His first thought was how he could fight back, for he saw that he was to be at the mercy of the great birds that swooped down again and again, striking viciously at him with claws, beaks and powerful wings, until the boy was bleeding in half a dozen different places.

In casting his eyes about, even as he fought with his bare hands, and shouted for a.s.sistance at the top of his voice, Step Hen made a little discovery. A tree must have grown up above at one time or other, for there, stuck fast in a crevice of the rock he saw a pretty good-sized remnant of a branch that he believed would make a fair cudgel, better than his bare hands at any rate, with which to strike at the attacking eagles.

When he had clutched this in his eager hand the boy felt more confidence; and watching his opportunity he did manage to meet the swoop of the next bird with a whack that sent it whirling back. But they quickly learned to adopt other tactics, now that he was armed, both of them coming together from opposite directions; so that unable to dodge, or hit back properly Step Hen again found himself getting the worst of the fight.

Would his companions be able to do anything for him; or was he to be left there on that shelf of rock, to either conquer his savage enemies, alone and unaided, or succ.u.mb to their ferocious a.s.saults?

All the while he was beating at them with might and main Step Hen kept up a constant shouting. He had a double purpose in this,--hoping to tempt one of his companions to descend to his rescue, carrying a gun, since they seemed unable to hit the birds from above, though several shots had been fired; and then again it was possible that the sound of a human voice would by degrees cause the eagles to haul off.

"Take that, will you!" the boy cried, whenever he succeeded in reaching either of his feathered a.s.sailants with his club. "Come at me again, will you? Just wait, and see what happens to you yet! Ouch!

that hurt some, now! Oh! if I could only swing this club around better, without bein' afraid of tumbling over, wouldn't I knock their heads off,--wow! once more you'll have it, will you? See the feathers fly! I b'lieve they're weakenin' some, sure I do; but what about me?

I'll bleed to death yet, if they keep on tapping me like that."

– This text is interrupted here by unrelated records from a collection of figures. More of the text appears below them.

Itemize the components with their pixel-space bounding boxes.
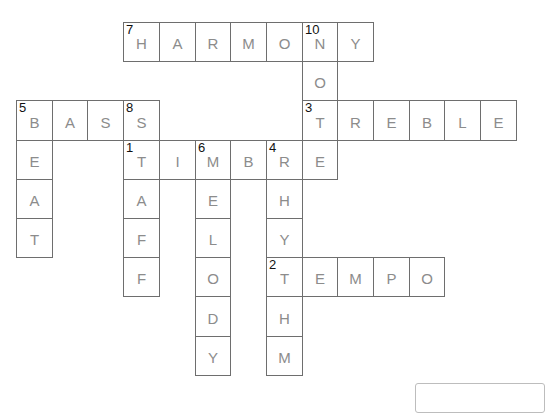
cell-letter: M <box>338 258 373 296</box>
clue-number: 5 <box>19 101 26 114</box>
cell-letter: I <box>160 141 195 179</box>
crossword-cell[interactable]: O <box>195 257 231 297</box>
cell-letter: A <box>160 23 195 61</box>
crossword-cell[interactable]: I <box>159 140 196 180</box>
crossword-cell[interactable]: H7 <box>123 22 160 62</box>
cell-letter: H <box>267 180 302 218</box>
crossword-cell[interactable]: T <box>16 218 53 258</box>
crossword-cell[interactable]: R <box>195 22 231 62</box>
crossword-cell[interactable]: O <box>266 22 303 62</box>
cell-letter: B <box>410 101 444 140</box>
crossword-cell[interactable]: Y <box>337 22 374 62</box>
crossword-cell[interactable]: P <box>373 257 410 297</box>
crossword-cell[interactable]: A <box>159 22 196 62</box>
cell-letter: L <box>196 219 230 257</box>
crossword-cell[interactable]: R4 <box>266 140 303 180</box>
cell-letter: T <box>17 219 52 257</box>
crossword-cell[interactable]: E <box>480 100 517 141</box>
cell-letter: E <box>374 101 409 140</box>
crossword-cell[interactable]: M6 <box>195 140 231 180</box>
crossword-cell[interactable]: E <box>16 140 53 180</box>
cell-letter: Y <box>196 337 230 375</box>
crossword-cell[interactable]: O <box>409 257 445 297</box>
crossword-cell[interactable]: E <box>195 179 231 219</box>
clue-number: 4 <box>269 141 276 154</box>
crossword-cell[interactable]: B <box>230 140 267 180</box>
crossword-cell[interactable]: F <box>123 218 160 258</box>
crossword-cell[interactable]: S <box>87 100 124 141</box>
cell-letter: E <box>481 101 516 140</box>
crossword-cell[interactable]: E <box>373 100 410 141</box>
cell-letter: R <box>196 23 230 61</box>
crossword-cell[interactable]: F <box>123 257 160 297</box>
cell-letter: H <box>267 297 302 336</box>
cell-letter: E <box>17 141 52 179</box>
crossword-cell[interactable]: R <box>337 100 374 141</box>
crossword-cell[interactable]: N10 <box>302 22 338 62</box>
cell-letter: E <box>303 258 337 296</box>
crossword-cell[interactable]: M <box>230 22 267 62</box>
cell-letter: A <box>53 101 87 140</box>
clue-number: 8 <box>126 101 133 114</box>
cell-letter: A <box>17 180 52 218</box>
crossword-cell[interactable]: E <box>302 257 338 297</box>
crossword-cell[interactable]: A <box>123 179 160 219</box>
cell-letter: P <box>374 258 409 296</box>
crossword-cell[interactable]: B5 <box>16 100 53 141</box>
crossword-cell[interactable]: M <box>337 257 374 297</box>
cell-letter: E <box>303 141 337 179</box>
crossword-cell[interactable]: B <box>409 100 445 141</box>
clue-number: 3 <box>305 101 312 114</box>
cell-letter: L <box>445 101 480 140</box>
crossword-cell[interactable]: A <box>16 179 53 219</box>
crossword-cell[interactable]: L <box>195 218 231 258</box>
cell-letter: R <box>338 101 373 140</box>
cell-letter: M <box>231 23 266 61</box>
crossword-cell[interactable]: M <box>266 336 303 376</box>
crossword-cell[interactable]: E <box>302 140 338 180</box>
crossword-cell[interactable]: O <box>302 61 338 101</box>
crossword-cell[interactable]: L <box>444 100 481 141</box>
crossword-cell[interactable]: Y <box>195 336 231 376</box>
crossword-cell[interactable]: T2 <box>266 257 303 297</box>
cell-letter: O <box>303 62 337 100</box>
cell-letter: S <box>88 101 123 140</box>
cell-letter: F <box>124 258 159 296</box>
cell-letter: F <box>124 219 159 257</box>
cell-letter: O <box>410 258 444 296</box>
answer-input-box[interactable] <box>415 383 545 413</box>
cell-letter: A <box>124 180 159 218</box>
cell-letter: Y <box>267 219 302 257</box>
cell-letter: Y <box>338 23 373 61</box>
crossword-cell[interactable]: T1 <box>123 140 160 180</box>
crossword-cell[interactable]: Y <box>266 218 303 258</box>
crossword-cell[interactable]: D <box>195 296 231 337</box>
cell-letter: M <box>267 337 302 375</box>
clue-number: 6 <box>198 141 205 154</box>
crossword-cell[interactable]: S8 <box>123 100 160 141</box>
clue-number: 2 <box>269 258 276 271</box>
cell-letter: O <box>267 23 302 61</box>
crossword-cell[interactable]: T3 <box>302 100 338 141</box>
clue-number: 10 <box>305 23 319 36</box>
cell-letter: D <box>196 297 230 336</box>
crossword-cell[interactable]: H <box>266 179 303 219</box>
cell-letter: E <box>196 180 230 218</box>
clue-number: 7 <box>126 23 133 36</box>
crossword-cell[interactable]: H <box>266 296 303 337</box>
clue-number: 1 <box>126 141 133 154</box>
cell-letter: O <box>196 258 230 296</box>
cell-letter: B <box>231 141 266 179</box>
crossword-cell[interactable]: A <box>52 100 88 141</box>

So Step Hen went on, shouting and whacking away, doing the best he was able under the circ.u.mstances. n.o.body could ever say at any rate, but what he put up a strapping good fight of it, he kept thinking; but all the same he cast an anxious eye upward whenever he could find a chance, hoping to see a pair of human legs heave in sight, and discover the welcome face of either Davy Jones or the guide.

"Bring a gun! Bring a gun!"

That was about the burden of his shouts. He hoped those above understood what he was saying. The eagles seldom went far outside a given circle, so that they could only be glimpsed from above occasionally; and it was like shooting at a disappearing target in the gallery, to try and hit them under such circ.u.mstances.

Step Hen had knocked one of the great birds down for the sixth time, and was dismayed to see that he had not even then disabled it, since it immediately started to fly again, no wing having been broken by his club; when he thought he caught the sound of a human voice close by.

Then some loose stones rattled down beside him, giving him a thrill of joy; for he knew now reinforcements were on the way, and it nerved him to fight on.

Another minute, and some one dropped down beside the crouching Step Hen, who was breathing hard from his exertions, but still full of pluck, as a true scout should always be.

"Toby!" he called out, in a quavering voice, and looking very grim, with his face so scratched, and streaked with blood; "I'm sure glad to see you; but gladder to notice that you've got your gun! Look out!